Wednesday, May 8, 2019

Star Trek: A Home in the Stars, Part 1

The day the ECS Chivalry crash-landed on Draylax was the day Cid Benengeli's life changed forever.

Cid, like all boomers, grew up in space.  It was all he knew.  He'd never even seen Earth.  He'd never even seen Draylax, for that matter.  He had a support role aboard the Chivalry.  His parents attempted to connect Cid into the operations of the ship by signing him up for a pen pal program, which connected with a Draylaxian youth named Avellaneda, who came from Tarragona province.  Avellaneda always said he wanted to be a writer.  He'd send Cid, in lieu of actual correspondence, the latest story he was working on.  Most of Avellaneda's work was incomprehensible to Cid, but it was also almost the only fiction he read, and he spent a great deal of time trying to figure it out.

He was still a boy when the Chivalry crashed on Draylax.  His parents died instantly.  Most of the crew died.  He was all but completely orphaned. 

He went in search of Avellaneda.  Nobody knew who Cid was talking about.  He finally found the name listed at a local nursery.  Avellaneda was four years old, six years younger than Cid.  And Avellaneda turned out to be a girl.  She had been recording herself telling stories, which her tablet transcribed.

"Hello!" she beamed at him.

"Hi," he replied, crouching awkwardly in front of her.

"Would you like to hear my new story?"

Saturday, May 4, 2019

Star Wars: DJ Did It

In the lockup holds on Canto Bight, there's a legend about a guy named DJ that holds, if you need something done, he's your man.  The thing is, it's really only the people in the lockup holds who traffic the legend.  Everyone else there thinks they're the ones who can do whatever it is you need. 

Canto Bight, in short, is the kind of planet with two distinct levels of social order.  The top level is the one having all the fun.  The bottom level is the one being tossed into the lockup holds.  On any other world, you might be able to get away with dismissing the ones in the lockup holds as criminal element, but on Canto Bight, you have to understand that this is perhaps the planet that best illustrates life under the New Order, where corruption reigns supreme and the only way to get ahead is to not care who you're stepping on to get there.  Guys like DJ are the ones who get stepped on. 

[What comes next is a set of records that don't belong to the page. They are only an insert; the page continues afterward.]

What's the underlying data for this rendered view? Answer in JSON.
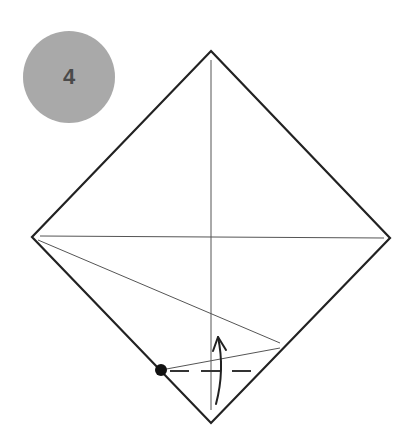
{
  "step": {
    "number": "4",
    "badge_color": "#a9a9a9",
    "number_color": "#4a4a4a"
  },
  "diagram": {
    "type": "origami-fold-step",
    "paper_outline": {
      "shape": "diamond",
      "vertices": {
        "top": [
          211,
          51
        ],
        "right": [
          390,
          238
        ],
        "bottom": [
          211,
          423
        ],
        "left": [
          32,
          237
        ]
      },
      "stroke": "#222222"
    },
    "crease_lines": [
      {
        "name": "vertical-center-crease",
        "from": [
          211,
          60
        ],
        "to": [
          211,
          410
        ]
      },
      {
        "name": "horizontal-center-crease",
        "from": [
          40,
          236
        ],
        "to": [
          384,
          238
        ]
      },
      {
        "name": "diagonal-crease-upper",
        "from": [
          38,
          240
        ],
        "to": [
          280,
          343
        ]
      },
      {
        "name": "diagonal-crease-lower",
        "from": [
          161,
          370
        ],
        "to": [
          280,
          348
        ]
      }
    ],
    "valley_fold_line": {
      "from": [
        170,
        371
      ],
      "to": [
        254,
        371
      ],
      "style": "dashed"
    },
    "reference_point": {
      "center": [
        161,
        370
      ],
      "radius": 6,
      "color": "#111111"
    },
    "fold_arrow": {
      "direction": "up",
      "tail": [
        217,
        404
      ],
      "tip": [
        218,
        336
      ]
    }
  }
}
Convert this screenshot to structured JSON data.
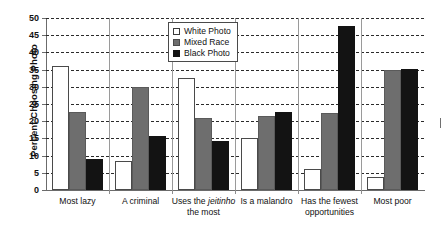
{
  "chart_data": {
    "type": "bar",
    "title": "",
    "xlabel": "",
    "ylabel": "Percent Choosing Photo",
    "ylim": [
      0,
      50
    ],
    "yticks": [
      0,
      5,
      10,
      15,
      20,
      25,
      30,
      35,
      40,
      45,
      50
    ],
    "grid": true,
    "legend_position": "top-center",
    "categories": [
      "Most lazy",
      "A criminal",
      "Uses the jeitinho the most",
      "Is a malandro",
      "Has the fewest opportunities",
      "Most poor"
    ],
    "category_labels": [
      {
        "line1": "Most lazy",
        "line2": "",
        "italic_word": ""
      },
      {
        "line1": "A criminal",
        "line2": "",
        "italic_word": ""
      },
      {
        "line1": "Uses the jeitinho",
        "line2": "the most",
        "italic_word": "jeitinho"
      },
      {
        "line1": "Is a malandro",
        "line2": "",
        "italic_word": ""
      },
      {
        "line1": "Has the fewest",
        "line2": "opportunities",
        "italic_word": ""
      },
      {
        "line1": "Most poor",
        "line2": "",
        "italic_word": ""
      }
    ],
    "series": [
      {
        "name": "White Photo",
        "color": "#ffffff",
        "values": [
          36.0,
          8.3,
          32.5,
          15.2,
          6.0,
          3.7
        ]
      },
      {
        "name": "Mixed Race",
        "color": "#6e6e6e",
        "values": [
          22.8,
          29.9,
          21.0,
          21.5,
          22.5,
          35.0
        ]
      },
      {
        "name": "Black Photo",
        "color": "#131313",
        "values": [
          8.9,
          15.7,
          14.3,
          22.7,
          47.6,
          35.2
        ]
      }
    ]
  },
  "axis": {
    "y_title": "Percent Choosing Photo",
    "y_tick_labels": [
      "50",
      "45",
      "40",
      "35",
      "30",
      "25",
      "20",
      "15",
      "10",
      "5",
      "0"
    ]
  },
  "legend": {
    "items": [
      {
        "label": "White Photo",
        "swatch": "white-photo"
      },
      {
        "label": "Mixed Race",
        "swatch": "mixed-race"
      },
      {
        "label": "Black Photo",
        "swatch": "black-photo"
      }
    ]
  }
}
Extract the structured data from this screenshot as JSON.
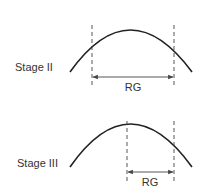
{
  "panels": [
    {
      "id": "stage-ii",
      "stage_label": "Stage II",
      "measure_label": "RG"
    },
    {
      "id": "stage-iii",
      "stage_label": "Stage III",
      "measure_label": "RG"
    }
  ]
}
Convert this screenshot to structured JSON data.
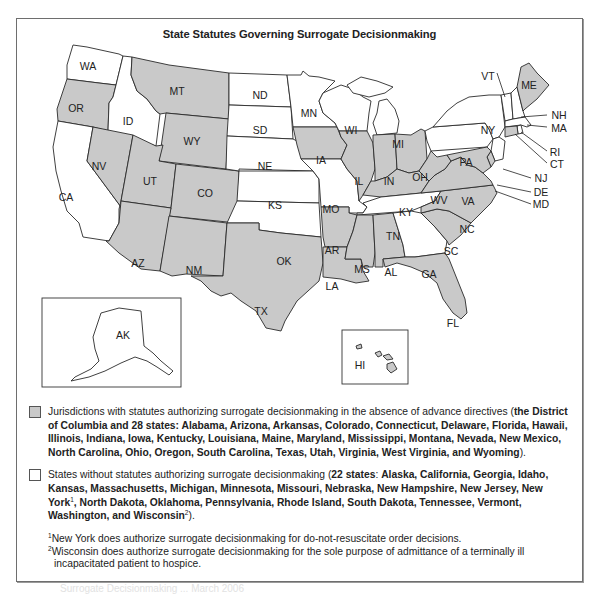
{
  "figure": {
    "title": "State Statutes Governing Surrogate Decisionmaking"
  },
  "colors": {
    "with_statute": "#c9c9c9",
    "without_statute": "#ffffff",
    "border": "#2a2a2a"
  },
  "map": {
    "states": [
      {
        "abbr": "WA",
        "category": "without"
      },
      {
        "abbr": "OR",
        "category": "with"
      },
      {
        "abbr": "CA",
        "category": "without"
      },
      {
        "abbr": "ID",
        "category": "without"
      },
      {
        "abbr": "NV",
        "category": "with"
      },
      {
        "abbr": "MT",
        "category": "with"
      },
      {
        "abbr": "WY",
        "category": "with"
      },
      {
        "abbr": "UT",
        "category": "with"
      },
      {
        "abbr": "CO",
        "category": "with"
      },
      {
        "abbr": "AZ",
        "category": "with"
      },
      {
        "abbr": "NM",
        "category": "with"
      },
      {
        "abbr": "ND",
        "category": "without"
      },
      {
        "abbr": "SD",
        "category": "without"
      },
      {
        "abbr": "NE",
        "category": "without"
      },
      {
        "abbr": "KS",
        "category": "without"
      },
      {
        "abbr": "OK",
        "category": "without"
      },
      {
        "abbr": "TX",
        "category": "with"
      },
      {
        "abbr": "MN",
        "category": "without"
      },
      {
        "abbr": "IA",
        "category": "with"
      },
      {
        "abbr": "MO",
        "category": "without"
      },
      {
        "abbr": "AR",
        "category": "with"
      },
      {
        "abbr": "LA",
        "category": "with"
      },
      {
        "abbr": "WI",
        "category": "without"
      },
      {
        "abbr": "IL",
        "category": "with"
      },
      {
        "abbr": "MI",
        "category": "without"
      },
      {
        "abbr": "IN",
        "category": "with"
      },
      {
        "abbr": "OH",
        "category": "with"
      },
      {
        "abbr": "KY",
        "category": "with"
      },
      {
        "abbr": "TN",
        "category": "without"
      },
      {
        "abbr": "MS",
        "category": "with"
      },
      {
        "abbr": "AL",
        "category": "with"
      },
      {
        "abbr": "GA",
        "category": "without"
      },
      {
        "abbr": "FL",
        "category": "with"
      },
      {
        "abbr": "SC",
        "category": "with"
      },
      {
        "abbr": "NC",
        "category": "with"
      },
      {
        "abbr": "VA",
        "category": "with"
      },
      {
        "abbr": "WV",
        "category": "with"
      },
      {
        "abbr": "PA",
        "category": "without"
      },
      {
        "abbr": "NY",
        "category": "without"
      },
      {
        "abbr": "VT",
        "category": "without"
      },
      {
        "abbr": "NH",
        "category": "without"
      },
      {
        "abbr": "ME",
        "category": "with"
      },
      {
        "abbr": "MA",
        "category": "without"
      },
      {
        "abbr": "RI",
        "category": "without"
      },
      {
        "abbr": "CT",
        "category": "with"
      },
      {
        "abbr": "NJ",
        "category": "without"
      },
      {
        "abbr": "DE",
        "category": "with"
      },
      {
        "abbr": "MD",
        "category": "with"
      },
      {
        "abbr": "AK",
        "category": "without"
      },
      {
        "abbr": "HI",
        "category": "with"
      }
    ],
    "labels": {
      "WA": "WA",
      "OR": "OR",
      "CA": "CA",
      "ID": "ID",
      "NV": "NV",
      "MT": "MT",
      "WY": "WY",
      "UT": "UT",
      "CO": "CO",
      "AZ": "AZ",
      "NM": "NM",
      "ND": "ND",
      "SD": "SD",
      "NE": "NE",
      "KS": "KS",
      "OK": "OK",
      "TX": "TX",
      "MN": "MN",
      "IA": "IA",
      "MO": "MO",
      "AR": "AR",
      "LA": "LA",
      "WI": "WI",
      "IL": "IL",
      "MI": "MI",
      "IN": "IN",
      "OH": "OH",
      "KY": "KY",
      "TN": "TN",
      "MS": "MS",
      "AL": "AL",
      "GA": "GA",
      "FL": "FL",
      "SC": "SC",
      "NC": "NC",
      "VA": "VA",
      "WV": "WV",
      "PA": "PA",
      "NY": "NY",
      "VT": "VT",
      "NH": "NH",
      "ME": "ME",
      "MA": "MA",
      "RI": "RI",
      "CT": "CT",
      "NJ": "NJ",
      "DE": "DE",
      "MD": "MD",
      "AK": "AK",
      "HI": "HI"
    }
  },
  "legend": {
    "with_statute": {
      "lead": "Jurisdictions with statutes authorizing surrogate decisionmaking in the absence of advance directives",
      "open": " (",
      "detail": "the District of Columbia and 28 states: Alabama, Arizona, Arkansas, Colorado, Connecticut, Delaware, Florida, Hawaii, Illinois, Indiana, Iowa, Kentucky, Louisiana, Maine, Maryland, Mississippi, Montana, Nevada, New Mexico, North Carolina, Ohio, Oregon, South Carolina, Texas, Utah, Virginia, West Virginia, and Wyoming",
      "close": ")."
    },
    "without_statute": {
      "lead": "States without statutes authorizing surrogate decisionmaking",
      "open": " (",
      "count": "22 states",
      "colon": ": ",
      "detail_a": "Alaska, California, Georgia, Idaho, Kansas, Massachusetts, Michigan, Minnesota, Missouri, Nebraska, New Hampshire, New Jersey, New York",
      "sup1": "1",
      "detail_b": ", North Dakota, Oklahoma, Pennsylvania, Rhode Island, South Dakota, Tennessee, Vermont, Washington, and Wisconsin",
      "sup2": "2",
      "close": ")."
    },
    "footnotes": [
      {
        "mark": "1",
        "text": "New York does authorize surrogate decisionmaking for do-not-resuscitate order decisions."
      },
      {
        "mark": "2",
        "text": "Wisconsin does authorize surrogate decisionmaking for the sole purpose of admittance of a terminally ill incapacitated patient to hospice."
      }
    ]
  },
  "caption_faded": "Surrogate Decisionmaking ... March 2006"
}
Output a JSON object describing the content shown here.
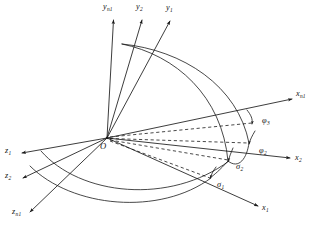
{
  "figure": {
    "origin_label": "O",
    "stroke_color": "#1a1a1a",
    "background_color": "#ffffff"
  },
  "axes": {
    "y_axes": [
      {
        "name": "y-axis-n1",
        "base": "y",
        "sub": "n1"
      },
      {
        "name": "y-axis-2",
        "base": "y",
        "sub": "2"
      },
      {
        "name": "y-axis-1",
        "base": "y",
        "sub": "1"
      }
    ],
    "x_axes": [
      {
        "name": "x-axis-n1",
        "base": "x",
        "sub": "n1"
      },
      {
        "name": "x-axis-2",
        "base": "x",
        "sub": "2"
      },
      {
        "name": "x-axis-1",
        "base": "x",
        "sub": "1"
      }
    ],
    "z_axes": [
      {
        "name": "z-axis-1",
        "base": "z",
        "sub": "1"
      },
      {
        "name": "z-axis-2",
        "base": "z",
        "sub": "2"
      },
      {
        "name": "z-axis-n1",
        "base": "z",
        "sub": "n1"
      }
    ]
  },
  "angle_labels": [
    {
      "name": "angle-phi-3",
      "symbol": "φ",
      "sub": "3"
    },
    {
      "name": "angle-phi-2",
      "symbol": "φ",
      "sub": "2"
    },
    {
      "name": "angle-sigma-2",
      "symbol": "σ",
      "sub": "2"
    },
    {
      "name": "angle-sigma-1",
      "symbol": "σ",
      "sub": "1"
    }
  ],
  "labels": {
    "y_n1": "y",
    "y_n1_sub": "n1",
    "y_2": "y",
    "y_2_sub": "2",
    "y_1": "y",
    "y_1_sub": "1",
    "x_n1": "x",
    "x_n1_sub": "n1",
    "x_2": "x",
    "x_2_sub": "2",
    "x_1": "x",
    "x_1_sub": "1",
    "z_1": "z",
    "z_1_sub": "1",
    "z_2": "z",
    "z_2_sub": "2",
    "z_n1": "z",
    "z_n1_sub": "n1",
    "origin": "O",
    "phi_3": "φ",
    "phi_3_sub": "3",
    "phi_2": "φ",
    "phi_2_sub": "2",
    "sigma_2": "σ",
    "sigma_2_sub": "2",
    "sigma_1": "σ",
    "sigma_1_sub": "1"
  }
}
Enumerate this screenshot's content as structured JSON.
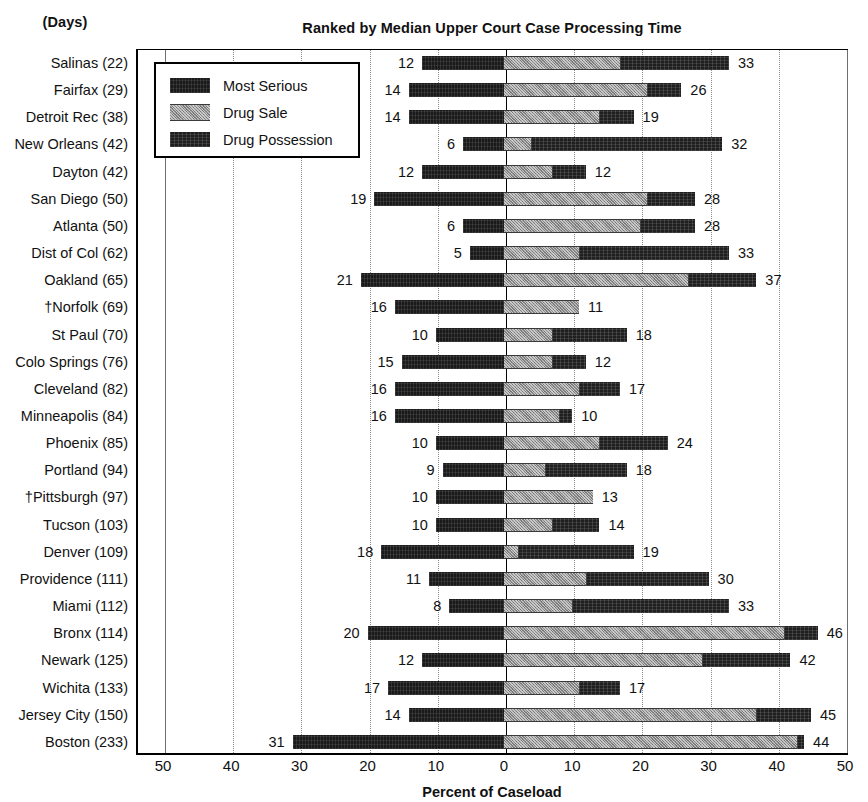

He'll be the first to stab you in the back, don't get me wrong, but he has limits, and that's what makes him different from that top level.  There are no limits in the top level.  The bottom level, here's where you get all the poor suckers who set limits, who might compromise themselves sometimes, but who otherwise don't live their lives by compromising their principles.  Even if they have no idea what they believe in, they know what they don't believe in. 

DJ was a regular scoundrel, let's just get that out of the way.  He would stutter when feeling cornered.  The only real way to know he existed at all was to stumble across the man himself.  But those who knew him, never forgot him. 

He could break any code.  If there was a particularly tricky job done anywhere he'd been, you can be sure he did it, or was involved or in all likelihood consulted, even by those who were supposed to be his rivals.  He was indispensable, once you knew he existed. 

But was he particularly liked?  Of course not.  I mean, he was liked, but he wasn't the type to go out of his way to make friends.  He had acquaintances.  Friendship implies an interest in sticking around.

Long story short, the residents of Canto Bight's lockup holds considered DJ responsible for...everything.  The good and the bad.  If anything was ever going to change there, he would be given the credit, even if it was a change for the worse.  I didn't say the guy was lucky

But on the whole, he was a pretty good guy.